Boaler: Memorizers are the lowest achievers

Jo Boaler
Jo Boaler

By Jo Boaler
May 7, 2015

It's time to debunk the myths about who is good in math, and Common Core state standards move us toward this worthy goal. Mathematics and technology leaders support the standards because they are rooted in the new brain and learning sciences.

All children are different in their thinking, strength and interests. Mathematics classes of the past decade have valued one type of math learner, one who can memorize well and calculate fast.

Yet data from the 13 million students who took PISA tests showed that the lowest achieving students worldwide were those who used a memorization strategy – those who thought of math as a set of methods to remember and who approached math by trying to memorize steps. The highest achieving students were those who thought of math as a set of connected, big ideas.

The U.S. has more memorizers than most other countries in the world. Perhaps not surprisingly as math teachers, driven by narrow state standards and tests, have valued those students over all others, communicating to many other students along the way – often girls – that they do not belong in math class.

The fact that we have valued one type of learner and given others the idea they cannot do math is part of the reason for the widespread math failure and dislike in the U.S.

Brain science tells us that the students who are better memorizers do not have more math “ability” or potential but we continue to value the faster memorizers over those who think slowly, deeply and creatively – the students we need for our scientific and technological future. The past decade has produced a generation of students who are procedurally competent but cannot think their way out of a box. This is a problem.

Mathematics is a broad and multidimensional subject. Real mathematics is about inquiry, communication, connections, and visual ideas. We don’t need students to calculate quickly in math. We need students who can ask good questions, map out pathways, reason about complex solutions, set up models and communicate in different forms. All of these ways of working are encouraged by the Common Core.

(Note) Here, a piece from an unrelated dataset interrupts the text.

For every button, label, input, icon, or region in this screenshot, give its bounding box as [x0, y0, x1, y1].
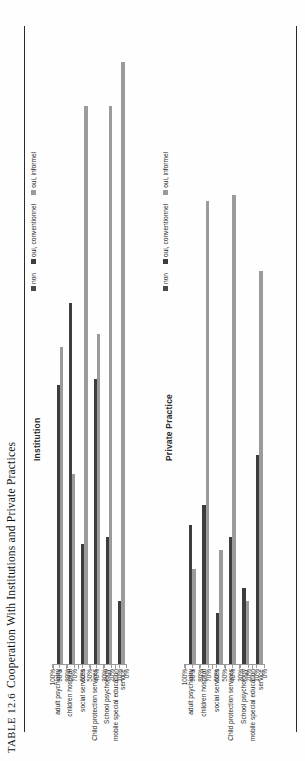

Technology leaders are publicly arguing that calculation is not math, and that math is a much broader subject. Conrad Wolfram, one of the leaders of one of the world’s most important mathematics companies, Wolfram-Alpha, urges schools to stop emphasizing calculating and focus instead on problem solving, modeling, thinking, and reasoning as these are the mathematical abilities that students need in the workplace and their high tech lives. This broad, multidimensional mathematics is the math that engages many more learners and puts them on a pathway to life long success.

Part of the problem in the U.S. is the desperation of many parents to advance their children in math, pushing them to higher levels of math faster and sooner, somehow believing that a resume packed with advanced math courses will guarantee their future. Bill Jacob, a mathematics professor at the University of California, Santa Barbara, speaks openly about the dangers of students being pushed to higher levels of mathematics too soon. “I know it is hard to persuade parents that their students shouldn’t race to get calculus, but I really wish they wouldn’t. Too much content and depth is left out when they do.” said Jacob, who is not alone in saying that he would rather have students in his university mathematics courses that have breadth in their mathematical experiences than any additional Advanced Placement courses. Experts in England are giving the same advice to parents of high achieving students. Geoff Smith, chairman of the British and International Math Olympiads warns that accelerating children through the system is a “disaster” and a “mistake”. He, like me, recommends that high achieving students explore the mathematics they are learning in depth, instead of rushing forward.

Mathematics is not a subject that requires fast thinking. Award winning mathematicians talk about their slow, deep thinking in math. Fields Medal winning mathematician Laurent Schwartz wrote in his autobiography that he felt stupid in school because he was one of the slowest thinkers in math. Eventually he realized that speed was not important – “What is important is to deeply understand things and their relations to each other. This is where intelligence lies. The fact of being quick or slow isn’t really relevant.”

Some school districts, such as San Francisco Unified, are trying to slow down the math experience, requiring that advanced students go deeper rather than faster. Students still reach calculus but the pathway to calculus consists of deep understanding rather than procedures and memorization. This is an important move. There is no harm in students being introduced to higher-level mathematics earlier, as long as the mathematics is enjoyable and ideas can be explored deeply. Third graders can be fascinated by the notion of infinity, or the fourth dimension, but they do not need a race through procedural presentations of mathematics.

New brain science tells us that no one is born with a math gift or a math brain and that all students can achieve in math with the right teaching and messages. The classrooms that produce high achieving students are those in which students work on deep, rich mathematics through tasks that they can take to any level they want. No one is told what level they can reach and no one is held back by narrow questions that limit students’ mathematical development and creativity.

Many people across the U.S. have gross misconceptions about mathematics learning, thinking that mathematics is a narrow subject of memorization and speed and that people who do not calculate fast or memorize well are not ‘math people’. We need to change the conversations about mathematics, communicating to all children that they can learn. We also need to change the way math is taught, valuing the different ways of thinking that are so important to the subject. Mathematics, itself, needs this and although change is hard, it should be embraced.

We need to broaden mathematics and open the doors of mathematics to all students. When we do this we will see many more creative, energized young people equipped to think quantitatively about our ever-changing world. We all need this.

Jo Boaler is a professor of mathematics education at Stanford University, co-founder of http://www.youcubed.org, and author of What’s Math Got To Do With It: How Teachers and Parents can Transform Mathematics Learning and Inspire Success. (Penguin, 2015)

This story was produced by The Hechinger Report, a nonprofit, independent news organization focused on inequality and innovation in education.